Evidence and photo management in asbestos surveys
Photographic evidence is the part of an asbestos survey clients look at first and lawyers look at hardest. Keeping it organised, attributable and defensible is an operational discipline, not just a filing problem.
Photos attached to ACMs, not to folders
Site photos taken into a date-stamped folder require human matching back to the ACM register. Photos taken directly against an ACM item record themselves in the right place — the evidence is already where it belongs.
Room hierarchy as the spine
A consistent room-and-area hierarchy gives every photo a defensible location. 'Ground floor / boiler room / north wall riser' is not a caption to be typed later — it is the path the photo was captured on.
Material tracking across the survey
When the same material appears in multiple locations — AIB ceiling tiles across a corridor and three offices, for example — the structured workflow keeps each instance traceable while letting reviewers see the pattern across the building.
- Per-item material classification
- Condition assessment per location, not per material
- Photo evidence anchored to each specific instance
- Recommended actions appropriate to each location
Structured reporting of evidence
Photo plates in the exported PDF assemble themselves from structured data — correctly captioned, correctly ordered, correctly attributed to ACMs. There is no manual layout step where a photo can drift from the finding it evidences.
Completion records and re-inspection
Evidence captured in a structured form has a second life. Re-inspections compare cleanly against the previous survey. Completion records sit alongside the original evidence, not in a separate filing system.
Defensibility
A photograph that can be tied to a specific ACM, a specific room, a specific surveyor and a specific date is a defensible piece of evidence. A folder of timestamped JPEGs is not.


Required action: Count the lines below that include the word "right" and write that number alone.

[Figure record extracts]
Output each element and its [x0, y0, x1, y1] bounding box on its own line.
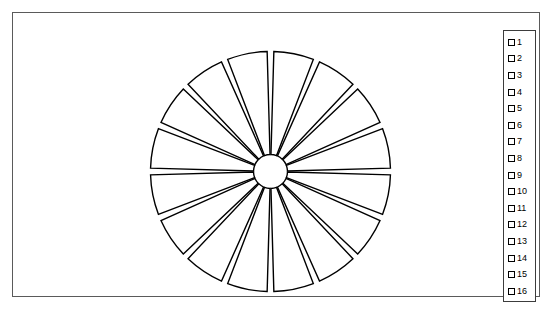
legend-label: 1 — [517, 38, 522, 47]
legend-item[interactable]: 2 — [504, 51, 535, 68]
pie-svg — [138, 39, 403, 304]
legend-swatch-icon — [508, 105, 515, 112]
legend-swatch-icon — [508, 271, 515, 278]
legend-item[interactable]: 6 — [504, 117, 535, 134]
legend-item[interactable]: 14 — [504, 250, 535, 267]
legend-label: 16 — [517, 287, 527, 296]
legend-swatch-icon — [508, 72, 515, 79]
legend-label: 12 — [517, 220, 527, 229]
legend-item[interactable]: 7 — [504, 134, 535, 151]
pie-slice-group — [151, 52, 391, 292]
legend-item[interactable]: 3 — [504, 67, 535, 84]
legend-label: 15 — [517, 270, 527, 279]
legend-label: 6 — [517, 121, 522, 130]
legend-label: 14 — [517, 254, 527, 263]
legend-swatch-icon — [508, 155, 515, 162]
legend-label: 7 — [517, 137, 522, 146]
legend-item[interactable]: 10 — [504, 183, 535, 200]
legend-label: 4 — [517, 88, 522, 97]
legend-swatch-icon — [508, 255, 515, 262]
legend-swatch-icon — [508, 238, 515, 245]
legend-item[interactable]: 15 — [504, 266, 535, 283]
legend-swatch-icon — [508, 188, 515, 195]
legend-swatch-icon — [508, 138, 515, 145]
screenshot-root: 12345678910111213141516 — [0, 0, 551, 310]
legend-label: 9 — [517, 171, 522, 180]
legend-label: 8 — [517, 154, 522, 163]
legend-swatch-icon — [508, 205, 515, 212]
legend-item[interactable]: 1 — [504, 34, 535, 51]
legend: 12345678910111213141516 — [503, 30, 536, 302]
legend-swatch-icon — [508, 122, 515, 129]
legend-label: 11 — [517, 204, 526, 213]
legend-item[interactable]: 4 — [504, 84, 535, 101]
legend-label: 2 — [517, 54, 522, 63]
legend-swatch-icon — [508, 89, 515, 96]
legend-label: 13 — [517, 237, 527, 246]
legend-item[interactable]: 11 — [504, 200, 535, 217]
legend-label: 10 — [517, 187, 527, 196]
legend-swatch-icon — [508, 55, 515, 62]
legend-item[interactable]: 16 — [504, 283, 535, 300]
legend-label: 5 — [517, 104, 522, 113]
plot-frame: 12345678910111213141516 — [12, 12, 540, 297]
legend-item[interactable]: 13 — [504, 233, 535, 250]
legend-swatch-icon — [508, 288, 515, 295]
legend-swatch-icon — [508, 39, 515, 46]
legend-item[interactable]: 8 — [504, 150, 535, 167]
legend-item[interactable]: 9 — [504, 167, 535, 184]
legend-item[interactable]: 5 — [504, 100, 535, 117]
pie-chart — [138, 39, 403, 304]
legend-swatch-icon — [508, 221, 515, 228]
legend-swatch-icon — [508, 172, 515, 179]
legend-item[interactable]: 12 — [504, 217, 535, 234]
legend-label: 3 — [517, 71, 522, 80]
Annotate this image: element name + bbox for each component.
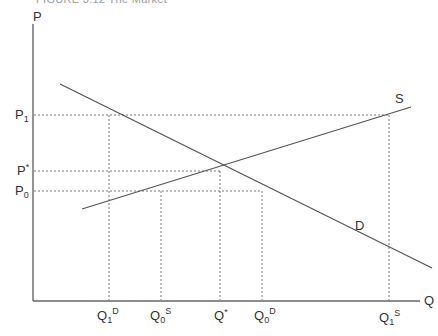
p1-label: P1 (15, 107, 29, 124)
q0s-label: Q0S (150, 306, 171, 325)
demand-label: D (355, 218, 364, 233)
q0d-label: Q0D (254, 306, 276, 325)
supply-label: S (395, 91, 404, 106)
q1s-label: Q1S (379, 308, 400, 327)
pstar-label: P* (17, 162, 30, 178)
p0-label: P0 (15, 183, 29, 200)
q1d-label: Q1D (97, 306, 119, 325)
y-axis-label: P (33, 9, 42, 24)
qstar-label: Q* (214, 307, 228, 323)
x-axis-label: Q (424, 293, 434, 308)
market-diagram: P Q S D P1 P* P0 Q1D Q0S Q* Q0D Q1S (0, 0, 438, 336)
supply-curve (82, 107, 411, 209)
demand-curve (60, 84, 432, 268)
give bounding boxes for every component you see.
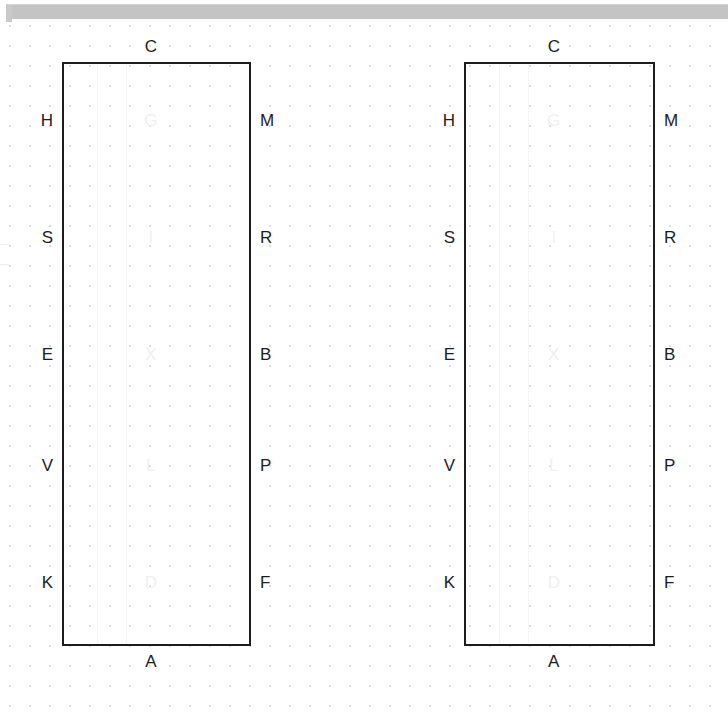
rectangle-left[interactable] <box>62 62 251 646</box>
shape-inner-guides <box>64 64 249 644</box>
port-left-E[interactable]: E <box>444 346 455 363</box>
port-bottom-A[interactable]: A <box>145 653 156 670</box>
port-right-R[interactable]: R <box>260 229 272 246</box>
port-top-C[interactable]: C <box>145 38 157 55</box>
port-right-R[interactable]: R <box>664 229 676 246</box>
rectangle-right[interactable] <box>464 62 655 646</box>
port-bottom-A[interactable]: A <box>548 653 559 670</box>
vertical-guide-2 <box>126 64 127 644</box>
diagram-canvas[interactable]: CAHSEVKMRBPFGIXLDCAHSEVKMRBPFGIXLD <box>0 22 728 717</box>
port-left-E[interactable]: E <box>42 346 53 363</box>
port-right-M[interactable]: M <box>664 112 678 129</box>
port-inner-L[interactable]: L <box>146 456 155 473</box>
port-right-P[interactable]: P <box>260 456 271 473</box>
port-inner-D[interactable]: D <box>145 573 157 590</box>
port-right-B[interactable]: B <box>260 346 271 363</box>
port-left-V[interactable]: V <box>42 456 53 473</box>
port-inner-X[interactable]: X <box>145 346 156 363</box>
port-right-F[interactable]: F <box>260 573 270 590</box>
port-inner-I[interactable]: I <box>148 229 153 246</box>
port-right-F[interactable]: F <box>664 573 674 590</box>
port-left-S[interactable]: S <box>42 229 53 246</box>
port-inner-L[interactable]: L <box>549 456 558 473</box>
app-chrome <box>0 0 728 22</box>
port-top-C[interactable]: C <box>548 38 560 55</box>
vertical-guide-1 <box>499 64 500 644</box>
port-left-K[interactable]: K <box>444 573 455 590</box>
shape-inner-guides <box>466 64 653 644</box>
toolbar-strip[interactable] <box>6 4 728 19</box>
canvas-edge-tick-2 <box>0 264 9 265</box>
port-left-V[interactable]: V <box>444 456 455 473</box>
vertical-guide-2 <box>528 64 529 644</box>
canvas-edge-tick-1 <box>0 244 9 245</box>
port-inner-G[interactable]: G <box>547 112 560 129</box>
port-inner-I[interactable]: I <box>551 229 556 246</box>
port-right-P[interactable]: P <box>664 456 675 473</box>
port-inner-X[interactable]: X <box>548 346 559 363</box>
port-left-H[interactable]: H <box>41 112 53 129</box>
toolbar-strip-left-nub <box>6 5 12 22</box>
port-left-H[interactable]: H <box>443 112 455 129</box>
vertical-guide-1 <box>97 64 98 644</box>
port-left-S[interactable]: S <box>444 229 455 246</box>
port-inner-D[interactable]: D <box>548 573 560 590</box>
port-right-M[interactable]: M <box>260 112 274 129</box>
port-right-B[interactable]: B <box>664 346 675 363</box>
port-inner-G[interactable]: G <box>144 112 157 129</box>
port-left-K[interactable]: K <box>42 573 53 590</box>
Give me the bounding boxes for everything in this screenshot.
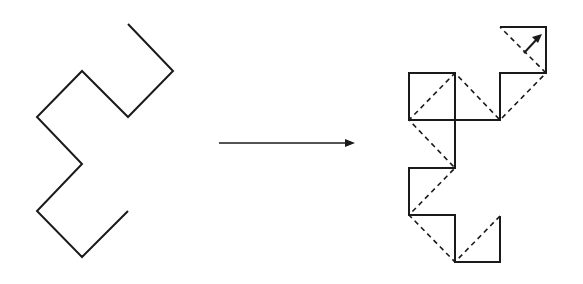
previous-iteration-dashed-path	[409, 27, 546, 262]
new-iteration-solid-path	[409, 27, 546, 262]
next-iteration-figure	[409, 27, 546, 262]
original-path-figure	[37, 24, 173, 257]
direction-arrow-shaft	[524, 39, 537, 53]
dragon-curve-diagram	[0, 0, 583, 284]
original-zigzag-path	[37, 24, 173, 257]
arrow-head-icon	[345, 139, 355, 147]
transform-arrow	[219, 139, 355, 147]
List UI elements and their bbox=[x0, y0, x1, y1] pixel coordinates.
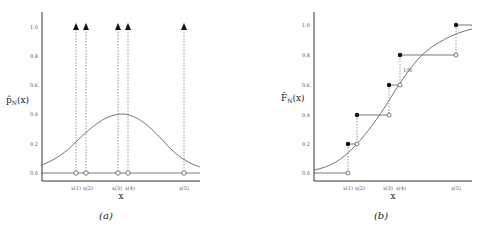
gaussian-density-curve bbox=[42, 114, 200, 167]
triangle-up-icon bbox=[125, 23, 131, 30]
xtick-1: x(1) bbox=[71, 185, 81, 191]
impulse-lines bbox=[76, 29, 184, 173]
triangle-up-icon bbox=[83, 23, 89, 30]
panel-b: 0.0 0.2 0.4 0.6 0.8 1.0 F̂N(x) bbox=[281, 12, 472, 221]
step-jumps bbox=[348, 25, 456, 173]
y-axis-label: F̂N(x) bbox=[281, 92, 305, 104]
caption-a: (a) bbox=[99, 210, 113, 221]
xtick-5: x(5) bbox=[451, 185, 461, 191]
ytick-4: 0.8 bbox=[30, 53, 38, 59]
y-axis-label: p̂N(x) bbox=[6, 95, 29, 106]
triangle-up-icon bbox=[73, 23, 79, 30]
ytick-4: 0.8 bbox=[302, 52, 310, 58]
ytick-5: 1.0 bbox=[302, 22, 310, 28]
triangle-up-icon bbox=[115, 23, 121, 30]
x-axis-label: x bbox=[118, 191, 123, 201]
xtick-2: x(2) bbox=[83, 185, 93, 191]
triangle-up-icon bbox=[181, 23, 187, 30]
xtick-5: x(5) bbox=[179, 185, 189, 191]
caption-b: (b) bbox=[374, 210, 388, 221]
impulse-arrowheads bbox=[73, 23, 187, 30]
ytick-5: 1.0 bbox=[30, 24, 38, 30]
x-axis-label: x bbox=[390, 191, 395, 201]
figure: 0.0 0.2 0.4 0.6 0.8 1.0 p̂N(x) bbox=[0, 0, 483, 234]
jump-annotation: 1/N bbox=[403, 67, 413, 73]
gaussian-cdf-curve bbox=[314, 29, 472, 170]
open-markers bbox=[346, 53, 458, 175]
ytick-0: 0.0 bbox=[30, 170, 38, 176]
ytick-1: 0.2 bbox=[302, 141, 310, 147]
panel-a: 0.0 0.2 0.4 0.6 0.8 1.0 p̂N(x) bbox=[6, 12, 200, 221]
ytick-0: 0.0 bbox=[302, 170, 310, 176]
xtick-1: x(1) bbox=[343, 185, 353, 191]
step-horizontals bbox=[314, 25, 472, 173]
ytick-3: 0.6 bbox=[302, 82, 310, 88]
ytick-1: 0.2 bbox=[30, 141, 38, 147]
xtick-4: x(4) bbox=[396, 185, 406, 191]
ytick-2: 0.4 bbox=[302, 112, 310, 118]
xtick-2: x(2) bbox=[355, 185, 365, 191]
xtick-4: x(4) bbox=[125, 185, 135, 191]
ytick-2: 0.4 bbox=[30, 111, 38, 117]
ytick-3: 0.6 bbox=[30, 82, 38, 88]
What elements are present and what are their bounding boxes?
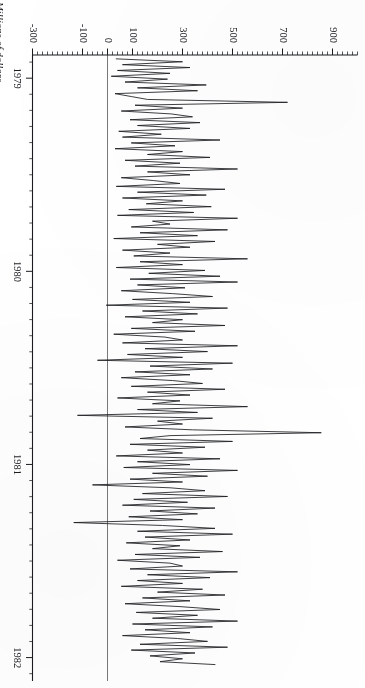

Solution to this task: 11